Tag  |  protection

Creation Care

The “big browns” are spawning in the Owyhee River—brown trout beginning their fall nesting ritual. You can see them excavating their nests in the gravelly shallows.

Wise fishermen know that fish are spawning and try not to disturb them. They avoid walking on gravel bars where they might trample the eggs, or wading upstream from the nests where they might dislodge debris that can smother them. And they don’t fish for these trout, though it’s tempting to do so as they rest near their nests.

These precautions are part of an ethic that governs responsible fishing. But there is a deeper and a better cause.

The Scriptures stress the fact that God has given us the earth (Gen. 1:28–30).
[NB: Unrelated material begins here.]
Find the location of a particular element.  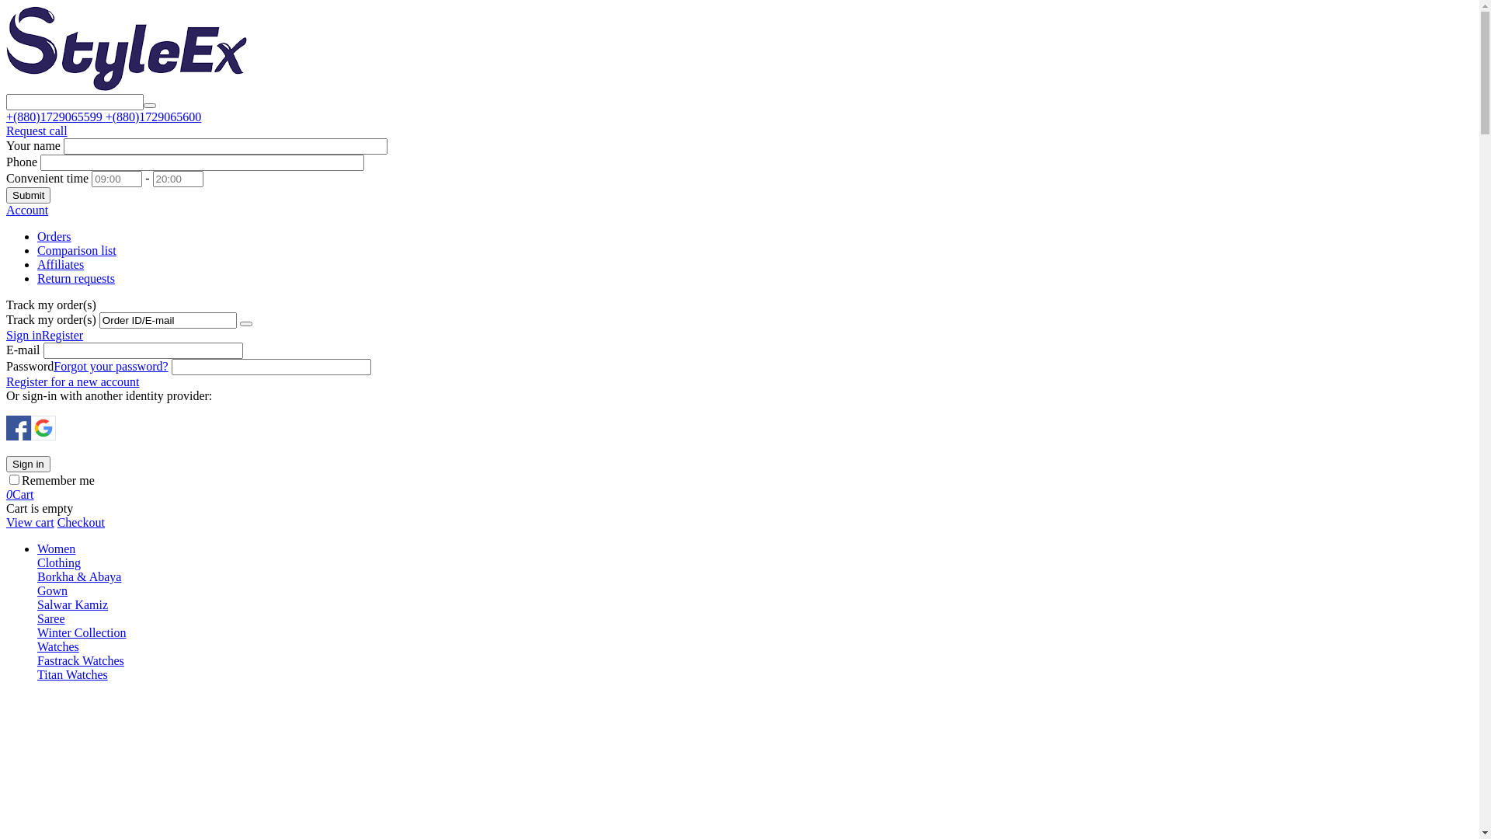

Sign in is located at coordinates (24, 335).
It is ours to use, but, as the old angler Izaak Walton put it, “We must use it as those who love it.”

I muse on the work of God’s hands: a partridge calling across a canyon, a bull elk bugling up a fight, a herd of antelope far off in the distance, a brook trout and its kaleidoscopic rose moles, a mother otter playing in a stream with her pups—I love all these things, for they have been given to me for my delight, out of my Father’s great love.
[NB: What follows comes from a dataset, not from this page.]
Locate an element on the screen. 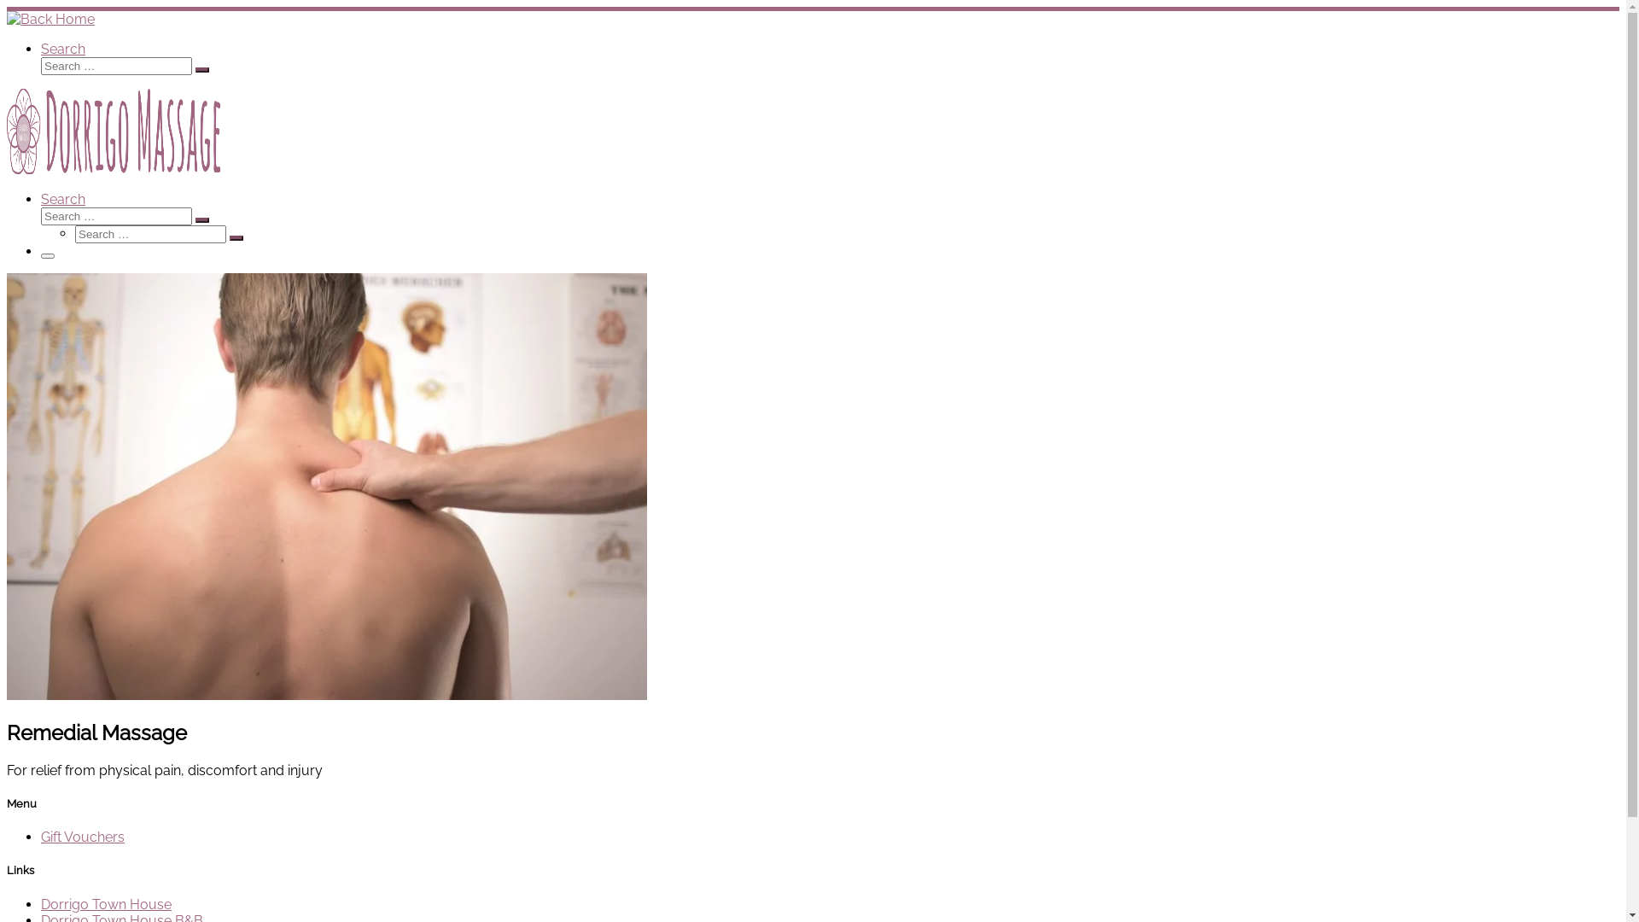  Skip to content is located at coordinates (7, 7).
And what I love, I protect.

Divine Diversions

I tend to get stuck in my ways, so anything that diverts me from my routines and plans can be very annoying. Worse yet, life’s diversions are sometimes unsettling and painful. But God, who said, “My thoughts are not your thoughts, nor are your ways My ways” (Isa. 55:8), knows that He often needs to divert us in order to make more of our lives than we would have if we had stuck to our original plans.

Stranded

Traveling by bus from Memphis, Tennessee, to St. Louis, Missouri, typically takes about 6 hours—unless the bus driver leaves you stranded at a gas station. This happened to 45 passengers aboard a bus who waited 8 hours overnight for a replacement driver after the original driver abandoned them. They must have felt frustrated by the delay, anxious about the outcome, and impatient for rescue.

Unstoppable

Under it. Over it. Around it. Through it. Nothing will stop me from doing it.” I often hear people express this kind of attitude when they get an idea or see an opportunity that seems good or profitable. They devote all of their resources to getting it done.

The Good Old Days

Sometimes our minds run back through the years and yearn for that better time and place—the “good old days.”

Wake-Up Call

One early autumn morning as I drove to work in the dark, I was startled by a flash of brown in my headlights followed by the sound of something hitting the front of my car. I had clipped a deer at 70 miles per hour! It was only a glancing blow, and no damage was done to my car (or the deer, as far as I could tell), but it really shook me up. I had been in my usual “autopilot mode” for the familiar drive to the office, but the shock of the incident certainly got my attention. I was now fully alert and trying to calm a racing heartbeat. It was a most unpleasant wake-up call.

Outside The Boat

Katsushika Hokusai was one of the most prolific and celebrated artists in Japanese history. Between 1826 and 1833, when he was in his mid-60s and early 70s, he created his greatest work—a series of color woodblock prints titled Thirty-Six Views of Mt. Fuji. Among those paintings was his masterpiece: The Great Wave Off Kanagawa. This painting, created during a time of financial and emotional struggles for Hokusai, shows a towering wall of water edged with clawlike foam about to crash down on three slim boats full of rowers.

Trust Me

When I was a little girl, my aunt and uncle took me to Lake Michigan. While some of my cousins ventured far out into the waves, I played close to shore. Then my Uncle Norm asked me, “Can you swim?” “No,” I admitted. “Don’t worry,” he said. “I’ll take you out there.” “But it’s too deep,” I protested. “Just hang on to me,” he assured me. “Do you trust me?” Then I took his hand and we began to walk farther out into the lake.

Hidden In The Rock

The story is told of a young preach- er named Augustus Toplady, who was taking a walk through the English countryside when a sudden storm swept across the landscape. Toplady spotted a wide rock formation with an opening—a cleft—where he sought shelter until the storm passed. As he sat out the deluge, he contemplated the connection between his shelter and God’s help in life’s storms.